> (For the Git project itself, we long ago realized that putting raw color
> codes into the source is a big pain when working with diffs, and we
> instead use tools like t/test-lib-functions.sh's test_decode_color).
And also we hid the colors behind #defines and such.
> > * Context lines do not begin with reset code, but do end with a reset
> > code. It would be preferable in my opinion if they had both (like
> > every other line), or none at all.
>
> Context lines do have both. It's just that the default color for context
> lines is empty. ;)
The content itself can contain color codes.
Instead of unconditionally resetting each line, we could parse each
content line to determine if we actually have to reset the colors.
>
> But yes, I think it might be reasonable to recognize when an opening
> color is empty, and turn the closing reset into a noop in that case (or
> I guess you are also advocating the opposite: turn an empty color into a
> noop \x1b[m or similar).
>
> I think most of the coloring, including context lines, is coming from
> diff.c:emit_diff_symbol_from_struct(). Instead of unconditionally
> calling:
>
> context = diff_get_color_opt(o, DIFF_CONTEXT);
> reset = diff_get_color_opt(o, DIFF_RESET);
>
> I suspect we could have a helper like this:
>
> static const char *diff_get_reset(const char *color)
> {
> if (!color || !*color)
> return "";
> return diff_colors[DIFF_RESET];
> }
> ...
> context = diff_get_color_opt(o, DIFF_CONTEXT);
> reset = diff_get_reset(context);
Another easier way to do so would be to drop
the line
needs_reset = 1; /* 'line' may contain color codes. */
in diff.c::emit_line_0
I run the test suite and it passes (I thought we had a test
enforcing we'd reset any user provided coloring).
> > * Added lines have excess codes after the plus sign. The entire prefix
> > is, `\x1b[32m+\x1b[m\x1b[32m` translating to GREEN PLUS RESET GREEN.
> > Emitting codes after the plus sign makes the parsing more complex and
> > idiosyncratic.
Then we have broken code in diff.c::emit_line_ws_markup
in the last case ("else {") which first emits the sign via
emit_line_0 and then the rest via ws_check_emit.
It sounds like we'd want to replace `reset` in the call
of emit_line_0 with
set == set_sign ? NULL : reset
and set in the call to ws_check_emit with
set == set_sign ? NULL : set
Manually looking at some diff output of said diff we'd get
<RED>- emit_line_0(o, set_sign ? set_sign : set, NULL, !!set_sign,
reset,<RESET>
<GREEN>+<RESET> <GREEN>emit_line_0(o, set_sign ? set_sign : set,
NULL, !!set_sign, set == set_sign ? NULL : reset,<RESET>
and the issue is that we do not color the beginning white space
of the emission from ws_check_emit but maybe we should.
Another idea would be to allow Git to output its output
as if it was run through test_decode_color, slightly related:
https://public-inbox.org/git/[email protected]/
i.e. we'd markup the output instead of coloring it.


■ Requirement
The lines you need are those holding the word "then"; pull them from the material.

■ Entries supplied
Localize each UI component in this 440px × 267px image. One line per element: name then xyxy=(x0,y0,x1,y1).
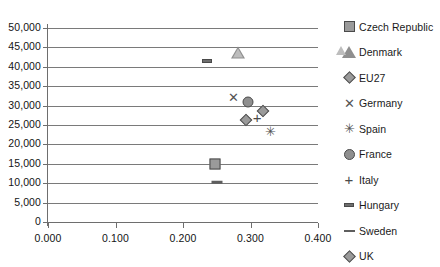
x-axis-tick-label: 0.400 xyxy=(288,232,348,244)
y-axis-tick xyxy=(43,144,48,145)
data-point-sweden[interactable] xyxy=(211,181,222,184)
marker-square-icon xyxy=(344,21,355,32)
marker-plus-icon: + xyxy=(345,172,354,187)
y-axis-tick-label: 5,000 xyxy=(14,196,41,208)
legend-marker: ✳ xyxy=(341,121,357,137)
y-axis-tick xyxy=(43,106,48,107)
legend-marker xyxy=(341,70,357,86)
legend-item-label: France xyxy=(359,148,392,160)
legend-item-hungary[interactable]: Hungary xyxy=(341,193,440,219)
y-axis-tick-label: 0 xyxy=(35,215,41,227)
legend-item-eu27[interactable]: EU27 xyxy=(341,65,440,91)
y-axis-tick-label: 50,000 xyxy=(8,21,41,33)
y-axis-tick-label: 45,000 xyxy=(8,40,41,52)
legend-marker: ✕ xyxy=(341,95,357,111)
chart-legend: Czech RepublicDenmarkEU27✕Germany✳SpainF… xyxy=(341,14,440,267)
y-axis-tick-label: 15,000 xyxy=(8,157,41,169)
x-axis-tick xyxy=(251,223,252,228)
data-point-spain[interactable]: ✳ xyxy=(265,126,276,139)
legend-item-france[interactable]: France xyxy=(341,142,440,168)
legend-item-label: Hungary xyxy=(359,199,399,211)
x-axis-tick xyxy=(318,223,319,228)
gridline-horizontal xyxy=(48,164,318,165)
legend-item-germany[interactable]: ✕Germany xyxy=(341,91,440,117)
legend-item-italy[interactable]: +Italy xyxy=(341,167,440,193)
y-axis-tick xyxy=(43,164,48,165)
data-point-germany[interactable]: ✕ xyxy=(228,91,239,104)
gridline-horizontal xyxy=(48,106,318,107)
gridline-horizontal xyxy=(48,203,318,204)
gridline-horizontal xyxy=(48,67,318,68)
y-axis-tick-label: 30,000 xyxy=(8,99,41,111)
y-axis-tick-label: 20,000 xyxy=(8,137,41,149)
y-axis-tick-label: 40,000 xyxy=(8,60,41,72)
y-axis-tick xyxy=(43,47,48,48)
marker-diamond-icon xyxy=(343,250,356,263)
y-axis-tick xyxy=(43,86,48,87)
x-axis-tick-label: 0.000 xyxy=(18,232,78,244)
legend-item-label: EU27 xyxy=(359,72,385,84)
legend-item-sweden[interactable]: Sweden xyxy=(341,218,440,244)
gridline-horizontal xyxy=(48,183,318,184)
gridline-horizontal xyxy=(48,144,318,145)
legend-item-label: Czech Republic xyxy=(359,21,433,33)
y-axis-tick-labels: 05,00010,00015,00020,00025,00030,00035,0… xyxy=(0,0,41,259)
legend-item-label: Denmark xyxy=(359,46,402,58)
gridline-horizontal xyxy=(48,47,318,48)
marker-triangle-icon xyxy=(342,46,356,58)
data-point-denmark[interactable] xyxy=(231,47,245,59)
legend-marker xyxy=(341,197,357,213)
legend-marker xyxy=(341,248,357,264)
x-axis-tick xyxy=(116,223,117,228)
legend-marker xyxy=(341,44,357,60)
y-axis-tick-label: 35,000 xyxy=(8,79,41,91)
y-axis-tick-label: 25,000 xyxy=(8,118,41,130)
data-point-czech-republic[interactable] xyxy=(210,159,221,170)
legend-item-label: Italy xyxy=(359,174,379,186)
marker-circle-icon xyxy=(344,149,355,160)
marker-dash-icon xyxy=(344,203,354,207)
legend-item-uk[interactable]: UK xyxy=(341,244,440,267)
y-axis-tick xyxy=(43,203,48,204)
marker-x-cross-icon: ✕ xyxy=(344,97,355,110)
legend-marker: + xyxy=(341,172,357,188)
legend-marker xyxy=(341,146,357,162)
y-axis-tick xyxy=(43,183,48,184)
legend-item-czech-republic[interactable]: Czech Republic xyxy=(341,14,440,40)
y-axis-tick xyxy=(43,125,48,126)
legend-marker xyxy=(341,19,357,35)
y-axis-tick xyxy=(43,28,48,29)
gridline-horizontal xyxy=(48,125,318,126)
legend-item-label: UK xyxy=(359,250,374,262)
legend-item-denmark[interactable]: Denmark xyxy=(341,40,440,66)
data-point-france[interactable] xyxy=(243,97,254,108)
legend-item-spain[interactable]: ✳Spain xyxy=(341,116,440,142)
y-axis-tick-label: 10,000 xyxy=(8,176,41,188)
plot-area: ✕✳+ xyxy=(48,28,318,222)
x-axis-tick xyxy=(48,223,49,228)
marker-star-cross-icon: ✳ xyxy=(344,122,355,135)
gridline-horizontal xyxy=(48,86,318,87)
gridline-horizontal xyxy=(48,28,318,29)
x-axis-tick-label: 0.100 xyxy=(86,232,146,244)
legend-item-label: Germany xyxy=(359,97,403,109)
x-axis-tick-label: 0.300 xyxy=(221,232,281,244)
y-axis-tick xyxy=(43,67,48,68)
x-axis-tick-label: 0.200 xyxy=(153,232,213,244)
marker-diamond-icon xyxy=(343,71,356,84)
x-axis-tick xyxy=(183,223,184,228)
legend-item-label: Sweden xyxy=(359,225,397,237)
data-point-hungary[interactable] xyxy=(202,59,212,63)
legend-item-label: Spain xyxy=(359,123,386,135)
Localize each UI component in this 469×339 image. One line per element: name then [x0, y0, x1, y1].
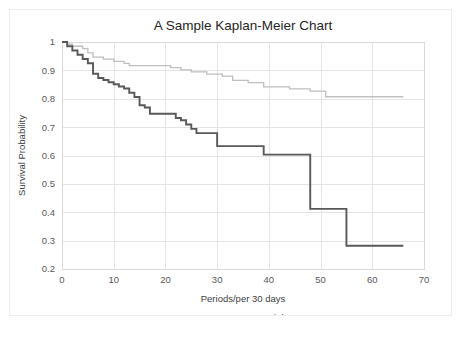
y-axis-tick-label: 0.6 — [42, 150, 55, 161]
series-line-low — [62, 42, 403, 97]
kaplan-meier-chart: 0.20.30.40.50.60.70.80.91010203040506070… — [10, 10, 451, 315]
y-axis-title: Survival Probability — [16, 115, 27, 196]
y-axis-tick-label: 0.2 — [42, 263, 55, 274]
y-axis-tick-label: 1 — [50, 36, 55, 47]
x-axis-tick-label: 50 — [315, 274, 326, 285]
y-axis-tick-label: 0.8 — [42, 93, 55, 104]
x-axis-tick-label: 10 — [108, 274, 119, 285]
x-axis-tick-label: 60 — [367, 274, 378, 285]
y-axis-tick-label: 0.5 — [42, 178, 55, 189]
x-axis-tick-label: 30 — [212, 274, 223, 285]
x-axis-tick-label: 40 — [264, 274, 275, 285]
chart-title: A Sample Kaplan-Meier Chart — [154, 18, 333, 33]
x-axis-tick-label: 70 — [419, 274, 430, 285]
legend-item-high-label[interactable]: High — [267, 312, 287, 315]
x-axis-tick-label: 20 — [160, 274, 171, 285]
y-axis-tick-label: 0.4 — [42, 207, 55, 218]
x-axis-tick-label: 0 — [59, 274, 64, 285]
legend-item-low-label[interactable]: Low — [207, 312, 225, 315]
series-line-high — [62, 42, 403, 246]
chart-figure: 0.20.30.40.50.60.70.80.91010203040506070… — [9, 9, 452, 316]
x-axis-title: Periods/per 30 days — [201, 293, 286, 304]
y-axis-tick-label: 0.7 — [42, 122, 55, 133]
y-axis-tick-label: 0.9 — [42, 65, 55, 76]
y-axis-tick-label: 0.3 — [42, 235, 55, 246]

■ Output
Localize each UI component in this 440px × 267px image. One line per element: name then xyxy=(x0,y0,x1,y1).
Localize each UI component in this 469×339 image. One line per element: name then [x0, y0, x1, y1].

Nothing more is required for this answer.